Ptydepe was constructed along strictly scientific lines, with none of the messiness and ambiguity of natural languages. Havel's younger brother, computer scientist Ivan M. Havel, helped in its design. In order to be able to express precisely all the subtle and easily-misunderstood nuances of natural language, Ptydepe has an extraordinary large vocabulary. Another problem of natural language that Ptydepe was intended to eliminate is the frequent similarity of unrelated words, or homonyms. To entirely avoid the possibilities for confusion that arise with homonyms and similar unrelated words, Ptydepe was created according to the postulate that all words must be formed from the least probable combinations of letters. Specifically, it makes use of the so-called "sixty percent dissimilarity" rule; which states that any Ptydepe word must differ by at least sixty percent of its letters from any other word consisting of the same number of letters. This led to the necessity of creating some very long words. The inevitable problem of pronouncability is solved by breaking very long words up into smaller clusters of letters called "subwords", which nonetheless have no meaning outside of the word they belong to and are not interchangeable.

Length of words, like everything else in Ptydepe, is determined by a scientific principle: in this case, "the more common the meaning, the shorter the word." Therefore, the shortest word in Ptydepe, gh, corresponds to what is so far known to be the most general term in natural language, whatever. (The longest word in Ptydepe, which contains 319 letters, is the word for "wombat".) Theoretically an even shorter word than gh exists in Ptydepe, namely f, but it has no meaning assigned and is held in reserve in case a more general term than "whatever" is discovered.

Example of the language

From the memorandum discovered in the office in Scene 1:

Ra ko hutu d dekotu ely trebomu emusohe, vdegar yd, stro reny er gryk kendy, alyv zvyde dezu, kvyndal fer teknu sely. Degto yl tre entvester kyleg gh: orka epyl y bodur depty-depe emete. Grojto af xedob yd, kyzem ner osonfterte ylem kho dent de det detrym gynfer bro enomuz fechtal agni laj kys defyj rokuroch bazuk suhelen...[1]

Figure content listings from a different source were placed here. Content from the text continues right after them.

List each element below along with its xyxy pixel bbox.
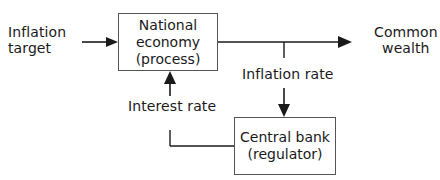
interest-rate-label: Interest rate	[128, 98, 216, 114]
process-box-line2: economy	[136, 34, 200, 51]
regulator-box: Central bank (regulator)	[234, 117, 336, 175]
regulator-box-line1: Central bank	[240, 129, 330, 146]
output-label: Common wealth	[374, 24, 438, 56]
control-arrowhead-icon	[164, 71, 176, 84]
input-arrowhead-icon	[106, 37, 118, 47]
output-label-line2: wealth	[374, 40, 438, 56]
input-label-line2: target	[8, 40, 66, 56]
input-label-line1: Inflation	[8, 24, 66, 40]
process-box: National economy (process)	[118, 13, 218, 71]
output-arrowhead-icon	[338, 36, 352, 48]
inflation-rate-label: Inflation rate	[242, 66, 334, 82]
output-label-line1: Common	[374, 24, 438, 40]
input-label: Inflation target	[8, 24, 66, 56]
measure-arrowhead-icon	[278, 104, 290, 117]
process-box-line1: National	[139, 17, 197, 34]
regulator-box-line2: (regulator)	[247, 146, 322, 163]
process-box-line3: (process)	[136, 51, 201, 68]
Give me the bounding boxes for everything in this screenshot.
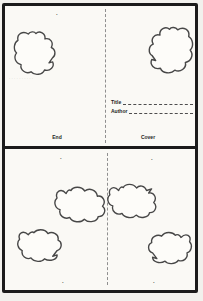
page-mark-1: ·	[60, 156, 62, 160]
bottom-panel: · · · ·	[5, 149, 195, 290]
author-label: Author	[111, 108, 127, 114]
scanned-worksheet-page: · ·········· Title Author	[0, 0, 203, 301]
thought-cloud-mid-right	[107, 177, 157, 224]
footer-label-cover: Cover	[136, 134, 160, 140]
footer-label-end: End	[45, 134, 69, 140]
thought-cloud-top-right	[146, 23, 194, 75]
title-rule-line	[123, 99, 193, 105]
title-label: Title	[111, 99, 121, 105]
page-mark-2: ·	[151, 157, 153, 161]
page-mark-3: ·	[62, 280, 64, 284]
thought-cloud-bottom-left	[17, 224, 65, 264]
thought-cloud-bottom-right	[144, 228, 193, 265]
title-line-row: Title	[111, 96, 193, 105]
author-rule-line	[129, 108, 193, 114]
fold-line-top	[105, 9, 106, 143]
page-mark-top: ·	[56, 12, 58, 16]
page-mark-4: ·	[153, 280, 155, 284]
author-line-row: Author	[111, 105, 193, 114]
cover-lines-block: Title Author	[111, 96, 193, 114]
thought-cloud-top-left	[13, 26, 58, 78]
page-frame: · ·········· Title Author	[2, 3, 198, 293]
faint-dots-row: ··········	[9, 77, 34, 81]
top-panel: · ·········· Title Author	[5, 6, 195, 146]
thought-cloud-mid-left	[54, 179, 106, 229]
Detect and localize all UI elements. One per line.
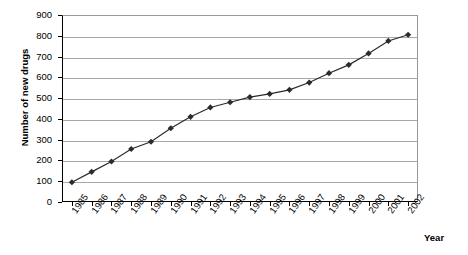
- y-axis-tick-label: 700: [0, 52, 52, 62]
- y-axis-tick-label: 600: [0, 72, 52, 82]
- y-axis-tick: [58, 160, 62, 161]
- data-point-marker: [306, 79, 312, 85]
- y-axis-tick-label: 800: [0, 31, 52, 41]
- y-axis-tick: [58, 57, 62, 58]
- y-axis-tick-label: 300: [0, 135, 52, 145]
- data-point-marker: [128, 146, 134, 152]
- y-axis-tick: [58, 36, 62, 37]
- data-point-marker: [108, 158, 114, 164]
- data-point-marker: [346, 62, 352, 68]
- series-line: [72, 35, 408, 183]
- data-point-marker: [405, 32, 411, 38]
- data-point-marker: [227, 99, 233, 105]
- y-axis-tick: [58, 15, 62, 16]
- y-axis-tick-label: 200: [0, 155, 52, 165]
- data-point-marker: [69, 179, 75, 185]
- y-axis-tick-label: 900: [0, 10, 52, 20]
- data-point-marker: [187, 114, 193, 120]
- data-point-marker: [267, 91, 273, 97]
- y-axis-tick-label: 100: [0, 176, 52, 186]
- data-point-marker: [326, 70, 332, 76]
- y-axis-tick: [58, 119, 62, 120]
- y-axis-tick: [58, 140, 62, 141]
- data-point-marker: [89, 169, 95, 175]
- data-point-marker: [385, 38, 391, 44]
- data-point-marker: [286, 87, 292, 93]
- y-axis-tick: [58, 98, 62, 99]
- y-axis-tick-label: 500: [0, 93, 52, 103]
- y-axis-tick-label: 0: [0, 197, 52, 207]
- y-axis-tick-label: 400: [0, 114, 52, 124]
- y-axis-tick: [58, 77, 62, 78]
- x-axis-title: Year: [424, 232, 444, 243]
- y-axis-tick: [58, 202, 62, 203]
- data-series: [62, 15, 418, 202]
- line-chart: Number of new drugs Year 010020030040050…: [0, 0, 468, 255]
- data-point-marker: [247, 94, 253, 100]
- data-point-marker: [207, 104, 213, 110]
- data-point-marker: [365, 50, 371, 56]
- y-axis-tick: [58, 181, 62, 182]
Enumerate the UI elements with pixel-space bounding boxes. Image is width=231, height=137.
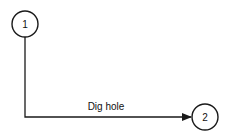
node-label: 2 xyxy=(202,112,208,123)
node-1: 1 xyxy=(12,11,38,37)
edge-label: Dig hole xyxy=(88,101,125,112)
node-label: 1 xyxy=(22,19,28,30)
edge-dig-hole: Dig hole xyxy=(25,37,191,117)
network-diagram: Dig hole 1 2 xyxy=(0,0,231,137)
node-2: 2 xyxy=(192,104,218,130)
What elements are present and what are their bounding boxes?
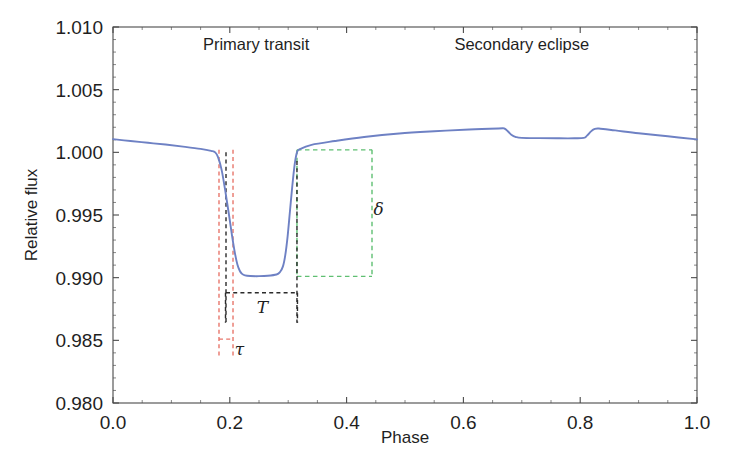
y-tick-label: 0.980 bbox=[55, 393, 103, 414]
x-axis-label: Phase bbox=[381, 428, 429, 447]
x-tick-label: 1.0 bbox=[684, 412, 710, 433]
x-tick-label: 0.4 bbox=[333, 412, 360, 433]
y-tick-label: 0.990 bbox=[55, 268, 103, 289]
primary-transit-label: Primary transit bbox=[203, 35, 310, 53]
secondary-eclipse-label: Secondary eclipse bbox=[454, 35, 589, 53]
x-tick-label: 0.0 bbox=[100, 412, 126, 433]
y-tick-label: 1.000 bbox=[55, 142, 103, 163]
x-tick-label: 0.6 bbox=[450, 412, 476, 433]
transit-lightcurve-figure: 0.9800.9850.9900.9951.0001.0051.010 0.00… bbox=[0, 0, 734, 472]
y-tick-label: 1.005 bbox=[55, 80, 103, 101]
duration-symbol: T bbox=[257, 297, 270, 317]
x-tick-label: 0.2 bbox=[217, 412, 243, 433]
x-tick-label: 0.8 bbox=[567, 412, 593, 433]
y-axis-label: Relative flux bbox=[22, 168, 41, 261]
depth-symbol: δ bbox=[374, 199, 384, 219]
chart-canvas: 0.9800.9850.9900.9951.0001.0051.010 0.00… bbox=[0, 0, 734, 472]
ingress-symbol: τ bbox=[235, 339, 245, 359]
y-tick-label: 0.985 bbox=[55, 330, 103, 351]
figure-background bbox=[0, 0, 734, 472]
y-tick-label: 1.010 bbox=[55, 17, 103, 38]
y-tick-label: 0.995 bbox=[55, 205, 103, 226]
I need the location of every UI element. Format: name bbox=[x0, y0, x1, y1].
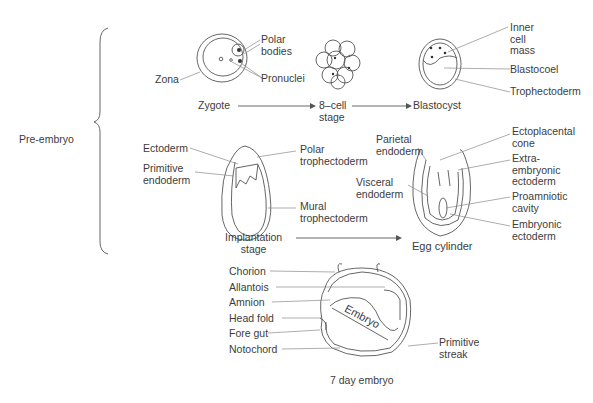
stage-name-8-cell: 8–cell stage bbox=[319, 100, 346, 123]
embryo-development-diagram bbox=[0, 0, 593, 403]
stage-name-blastocyst: Blastocyst bbox=[413, 100, 461, 112]
stage-name-zygote: Zygote bbox=[198, 100, 230, 112]
label-proamniotic-cavity: Proamniotic cavity bbox=[512, 191, 567, 214]
label-inner-cell-mass: Inner cell mass bbox=[510, 22, 535, 57]
label-primitive-endoderm: Primitive endoderm bbox=[143, 163, 190, 186]
label-allantois: Allantois bbox=[229, 282, 269, 294]
label-chorion: Chorion bbox=[229, 266, 266, 278]
label-visceral-endoderm: Visceral endoderm bbox=[356, 177, 403, 200]
pre-embryo-brace bbox=[94, 28, 108, 254]
egg-cylinder-drawing bbox=[408, 134, 510, 236]
label-notochord: Notochord bbox=[229, 344, 277, 356]
stage-name-egg-cylinder: Egg cylinder bbox=[412, 241, 473, 253]
label-fore-gut: Fore gut bbox=[229, 328, 268, 340]
label-trophectoderm: Trophectoderm bbox=[510, 86, 581, 98]
label-head-fold: Head fold bbox=[229, 313, 274, 325]
label-ectoplacental-cone: Ectoplacental cone bbox=[512, 126, 575, 149]
label-primitive-streak: Primitive streak bbox=[439, 337, 479, 360]
implantation-drawing bbox=[190, 146, 296, 240]
label-pronuclei: Pronuclei bbox=[261, 73, 305, 85]
stage-name-implantation: Implantation stage bbox=[225, 232, 282, 255]
stage-name-7-day-embryo: 7 day embryo bbox=[330, 375, 394, 387]
label-mural-trophectoderm: Mural trophectoderm bbox=[300, 201, 368, 224]
label-extraembryonic-ectoderm: Extra- embryonic ectoderm bbox=[512, 153, 560, 188]
label-amnion: Amnion bbox=[229, 297, 265, 309]
zygote-drawing bbox=[180, 34, 262, 82]
eight-cell-drawing bbox=[316, 40, 360, 89]
label-polar-trophectoderm: Polar trophectoderm bbox=[300, 144, 368, 167]
label-ectoderm: Ectoderm bbox=[143, 143, 188, 155]
group-label-pre-embryo: Pre-embryo bbox=[19, 134, 74, 146]
label-embryonic-ectoderm: Embryonic ectoderm bbox=[512, 219, 562, 242]
label-parietal-endoderm: Parietal endoderm bbox=[376, 134, 423, 157]
blastocyst-drawing bbox=[419, 27, 510, 92]
label-blastocoel: Blastocoel bbox=[510, 64, 558, 76]
label-zona: Zona bbox=[155, 74, 179, 86]
label-polar-bodies: Polar bodies bbox=[261, 34, 292, 57]
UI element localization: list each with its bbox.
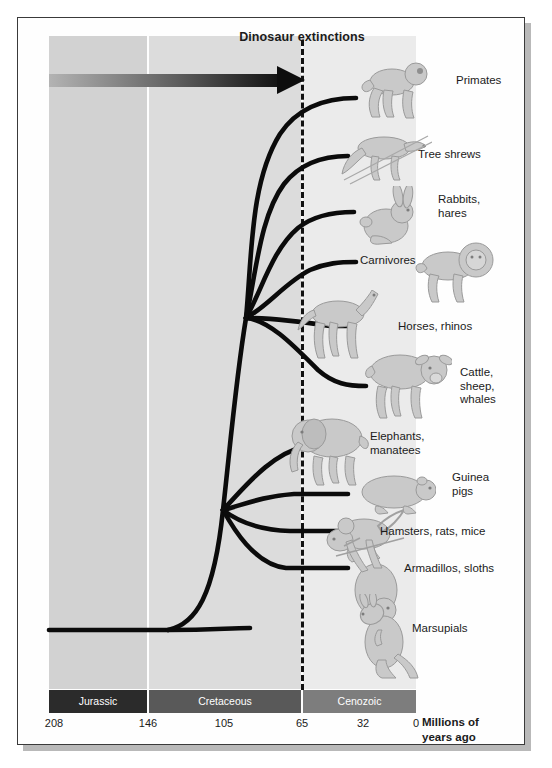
axis-tick-105: 105	[204, 717, 244, 729]
mammal-lineage-arrow	[49, 66, 304, 94]
taxon-label-elephants-manatees: Elephants, manatees	[370, 430, 424, 457]
axis-tick-65: 65	[282, 717, 322, 729]
arrow-shaft	[49, 74, 281, 87]
taxon-label-tree-shrews: Tree shrews	[418, 148, 481, 162]
taxon-label-primates: Primates	[456, 74, 501, 88]
axis-tick-32: 32	[343, 717, 383, 729]
taxon-label-marsupials: Marsupials	[412, 622, 468, 636]
era-band-cenozoic	[303, 36, 416, 689]
axis-tick-208: 208	[34, 717, 74, 729]
taxon-label-hamsters-rats-mice: Hamsters, rats, mice	[380, 525, 485, 539]
era-band-cretaceous	[149, 36, 301, 689]
taxon-label-horses-rhinos: Horses, rhinos	[398, 320, 472, 334]
geologic-period-bar: Jurassic Cretaceous Cenozoic	[49, 690, 416, 713]
period-segment-cenozoic: Cenozoic	[303, 690, 416, 713]
taxon-label-carnivores: Carnivores	[360, 254, 416, 268]
animal-lion	[414, 240, 498, 304]
axis-tick-146: 146	[128, 717, 168, 729]
taxon-label-cattle-sheep-whales: Cattle, sheep, whales	[460, 366, 496, 407]
extinction-boundary-line	[301, 40, 304, 690]
era-band-jurassic	[49, 36, 147, 689]
figure-root: Dinosaur extinctions	[0, 0, 552, 768]
taxon-label-armadillos-sloths: Armadillos, sloths	[404, 562, 494, 576]
period-segment-jurassic: Jurassic	[49, 690, 147, 713]
taxon-label-rabbits-hares: Rabbits, hares	[438, 193, 480, 220]
period-segment-cretaceous: Cretaceous	[149, 690, 301, 713]
taxon-label-guinea-pigs: Guinea pigs	[452, 471, 489, 498]
figure-panel: Dinosaur extinctions	[17, 17, 525, 745]
axis-caption: Millions of years ago	[422, 715, 518, 744]
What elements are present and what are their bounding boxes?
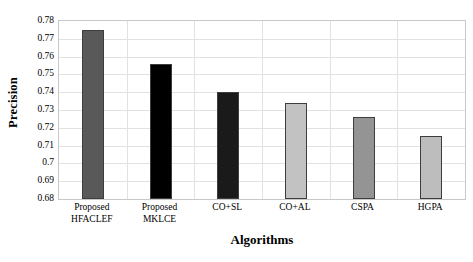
gridline-vertical bbox=[262, 21, 263, 199]
y-axis-tick-labels: 0.680.690.70.710.720.730.740.750.760.770… bbox=[24, 20, 57, 200]
gridline-vertical bbox=[330, 21, 331, 199]
x-axis-title: Algorithms bbox=[58, 232, 466, 248]
y-axis-tick-label: 0.75 bbox=[37, 68, 54, 78]
x-axis-tick-labels: Proposed HFACLEFProposed MKLCECO+SLCO+AL… bbox=[58, 202, 466, 234]
y-axis-tick-label: 0.78 bbox=[37, 15, 54, 25]
y-axis-tick-label: 0.74 bbox=[37, 86, 54, 96]
y-axis-tick-label: 0.73 bbox=[37, 104, 54, 114]
precision-bar-chart: Precision 0.680.690.70.710.720.730.740.7… bbox=[0, 0, 473, 262]
gridline-vertical bbox=[127, 21, 128, 199]
bar bbox=[217, 92, 239, 199]
y-axis-title-label: Precision bbox=[6, 77, 21, 128]
plot-area bbox=[58, 20, 466, 200]
x-axis-tick-label: CO+AL bbox=[279, 202, 310, 214]
bar bbox=[285, 103, 307, 199]
y-axis-tick-label: 0.7 bbox=[42, 157, 54, 167]
bar bbox=[82, 30, 104, 199]
y-axis-tick-label: 0.76 bbox=[37, 51, 54, 61]
x-axis-tick-label: HGPA bbox=[418, 202, 443, 214]
x-axis-tick-label: CSPA bbox=[351, 202, 374, 214]
x-axis-tick-label: Proposed MKLCE bbox=[142, 202, 177, 225]
gridline-vertical bbox=[397, 21, 398, 199]
x-axis-tick-label: CO+SL bbox=[212, 202, 242, 214]
y-axis-tick-label: 0.77 bbox=[37, 33, 54, 43]
y-axis-tick-label: 0.68 bbox=[37, 193, 54, 203]
bar bbox=[420, 136, 442, 199]
bar bbox=[353, 117, 375, 199]
gridline-vertical bbox=[194, 21, 195, 199]
y-axis-title: Precision bbox=[2, 0, 24, 205]
x-axis-tick-label: Proposed HFACLEF bbox=[71, 202, 113, 225]
y-axis-tick-label: 0.71 bbox=[37, 140, 54, 150]
y-axis-tick-label: 0.72 bbox=[37, 122, 54, 132]
y-axis-tick-label: 0.69 bbox=[37, 175, 54, 185]
bar bbox=[150, 64, 172, 199]
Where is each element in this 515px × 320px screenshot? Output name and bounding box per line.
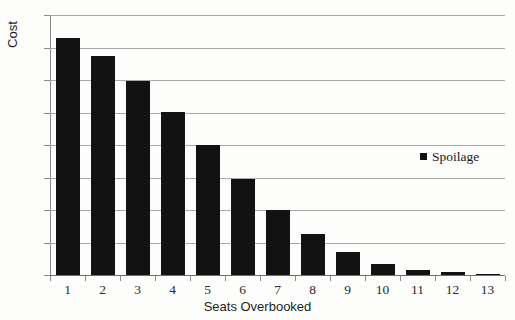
- gridline-70: [50, 48, 505, 49]
- filled-square-marker-icon: [420, 153, 427, 160]
- bar-2: [91, 56, 115, 275]
- x-tick-label-13: 13: [471, 283, 505, 297]
- x-tick-1: [50, 276, 51, 281]
- spoilage-cost-bar-chart: Cost 01020304050607080 12345678910111213…: [0, 0, 515, 320]
- bar-3: [126, 81, 150, 275]
- bar-5: [196, 145, 220, 275]
- x-tick-label-3: 3: [121, 283, 155, 297]
- bar-1: [56, 38, 80, 275]
- x-tick-8: [295, 276, 296, 281]
- y-axis-title: Cost: [6, 5, 19, 65]
- x-tick-label-6: 6: [226, 283, 260, 297]
- x-tick-10: [365, 276, 366, 281]
- bar-7: [266, 210, 290, 275]
- x-tick-label-10: 10: [366, 283, 400, 297]
- x-axis-line: [50, 275, 505, 276]
- x-tick-label-11: 11: [401, 283, 435, 297]
- x-tick-5: [190, 276, 191, 281]
- x-tick-9: [330, 276, 331, 281]
- bar-6: [231, 179, 255, 275]
- bar-8: [301, 234, 325, 275]
- gridline-80: [50, 15, 505, 16]
- legend-entry-label: Spoilage: [432, 150, 479, 164]
- x-tick-end: [505, 276, 506, 281]
- gridline-50: [50, 113, 505, 114]
- x-tick-label-5: 5: [191, 283, 225, 297]
- x-tick-2: [85, 276, 86, 281]
- gridline-60: [50, 80, 505, 81]
- x-tick-label-1: 1: [51, 283, 85, 297]
- x-tick-label-2: 2: [86, 283, 120, 297]
- x-axis-title: Seats Overbooked: [0, 300, 515, 313]
- bar-4: [161, 112, 185, 275]
- x-tick-label-9: 9: [331, 283, 365, 297]
- chart-legend: Spoilage: [420, 150, 479, 164]
- x-tick-12: [435, 276, 436, 281]
- x-tick-6: [225, 276, 226, 281]
- bar-9: [336, 252, 360, 275]
- x-tick-4: [155, 276, 156, 281]
- plot-area: [50, 15, 505, 275]
- x-tick-3: [120, 276, 121, 281]
- x-tick-7: [260, 276, 261, 281]
- x-tick-label-4: 4: [156, 283, 190, 297]
- x-tick-11: [400, 276, 401, 281]
- gridline-40: [50, 145, 505, 146]
- x-tick-13: [470, 276, 471, 281]
- x-tick-label-12: 12: [436, 283, 470, 297]
- x-tick-label-7: 7: [261, 283, 295, 297]
- gridline-30: [50, 178, 505, 179]
- bar-10: [371, 264, 395, 275]
- x-tick-label-8: 8: [296, 283, 330, 297]
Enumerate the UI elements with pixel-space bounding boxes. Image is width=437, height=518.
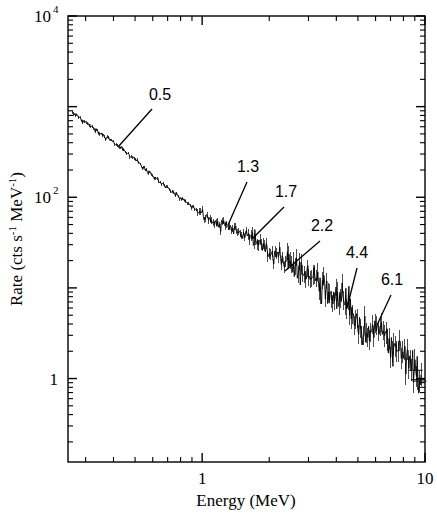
svg-text:2: 2 [53,184,59,196]
svg-text:10: 10 [34,7,51,26]
y-axis-title-text: Rate (cts s-1 MeV-1) [6,172,26,306]
x-tick-label: 10 [417,469,434,488]
spectrum-svg: 110 1041021 0.51.31.72.24.46.1 Energy (M… [0,0,437,518]
annotation-label: 1.7 [275,183,297,200]
svg-text:10: 10 [34,188,51,207]
x-tick-label: 1 [198,469,207,488]
annotation-label: 6.1 [381,271,403,288]
svg-text:4: 4 [53,3,59,15]
plot-background [0,0,437,518]
annotation-label: 2.2 [311,217,333,234]
annotation-label: 0.5 [149,86,171,103]
annotation-label: 1.3 [237,158,259,175]
svg-text:1: 1 [50,370,59,389]
x-axis-title: Energy (MeV) [196,491,295,510]
figure-spectrum-plot: 110 1041021 0.51.31.72.24.46.1 Energy (M… [0,0,437,518]
y-axis-title: Rate (cts s-1 MeV-1) [6,172,26,306]
annotation-label: 4.4 [346,244,368,261]
y-tick-label: 1 [50,370,59,389]
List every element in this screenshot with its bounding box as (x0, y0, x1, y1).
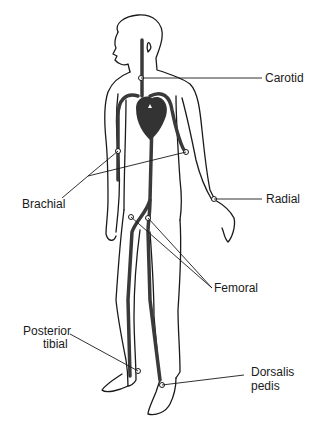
human-figure-illustration (0, 0, 311, 423)
label-brachial: Brachial (22, 198, 65, 211)
label-posterior-tibial-line2: tibial (43, 338, 68, 351)
pulse-points-diagram: Carotid Brachial Radial Femoral Posterio… (0, 0, 311, 423)
label-carotid: Carotid (265, 72, 304, 85)
label-femoral: Femoral (214, 282, 258, 295)
label-dorsalis-pedis-line1: Dorsalis (251, 366, 294, 379)
heart-shape (136, 96, 167, 140)
label-dorsalis-pedis-line2: pedis (251, 380, 280, 393)
label-radial: Radial (266, 193, 300, 206)
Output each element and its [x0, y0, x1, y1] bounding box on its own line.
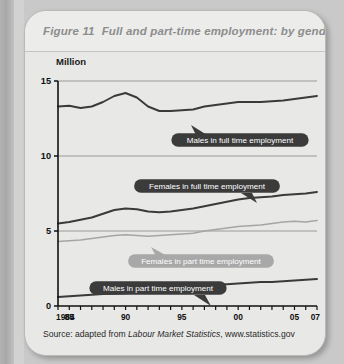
- x-tick-label: 90: [121, 312, 131, 322]
- y-tick-label: 10: [41, 151, 51, 161]
- page-gutter: [14, 0, 24, 364]
- x-tick-label: 95: [177, 312, 187, 322]
- x-tick-label: 85: [65, 312, 75, 322]
- x-tick-label: 07: [311, 312, 321, 322]
- x-tick-label: 05: [290, 312, 300, 322]
- x-tick-label: 00: [234, 312, 244, 322]
- callout-2: Females in full time employment: [134, 179, 280, 203]
- line-chart-svg: 0510151984859095000507 Males in full tim…: [25, 11, 325, 355]
- callout-label: Males in full time employment: [187, 136, 294, 145]
- callout-label: Males in part time employment: [103, 284, 214, 293]
- source-suffix: , www.statistics.gov: [220, 329, 295, 339]
- callout-label: Females in part time employment: [141, 257, 261, 266]
- figure-card: Figure 11Full and part-time employment: …: [24, 10, 326, 356]
- y-tick-label: 5: [46, 226, 51, 236]
- source-prefix: Source: adapted from: [43, 329, 126, 339]
- callout-label: Females in full time employment: [149, 182, 266, 191]
- callout-4: Males in part time employment: [89, 281, 226, 306]
- series-callouts: Males in full time employmentFemales in …: [89, 125, 308, 306]
- page-left-edge: [0, 0, 14, 364]
- callout-3: Females in part time employment: [128, 247, 274, 268]
- source-note: Source: adapted from Labour Market Stati…: [43, 329, 295, 339]
- chart-plot-area: 0510151984859095000507 Males in full tim…: [25, 11, 325, 355]
- y-tick-label: 15: [41, 76, 51, 86]
- source-publication: Labour Market Statistics: [128, 329, 220, 339]
- callout-1: Males in full time employment: [171, 125, 308, 147]
- y-tick-label: 0: [46, 301, 51, 311]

Translation: not available, as it was impossible to ever get the memorandum fully translated within the rules of the official Ptydepe Translation Center of the office. It was translated in part in the second-to-last scene of the play, but considering the trouble its translation caused, it would be better for all concerned if the partial translation is not reproduced here.

References

  1. ^ Havel, Vaclav: The Memorandum." Translated from the Czech by Vera Blackwell. Grove Weidenfeld, New York, 1980.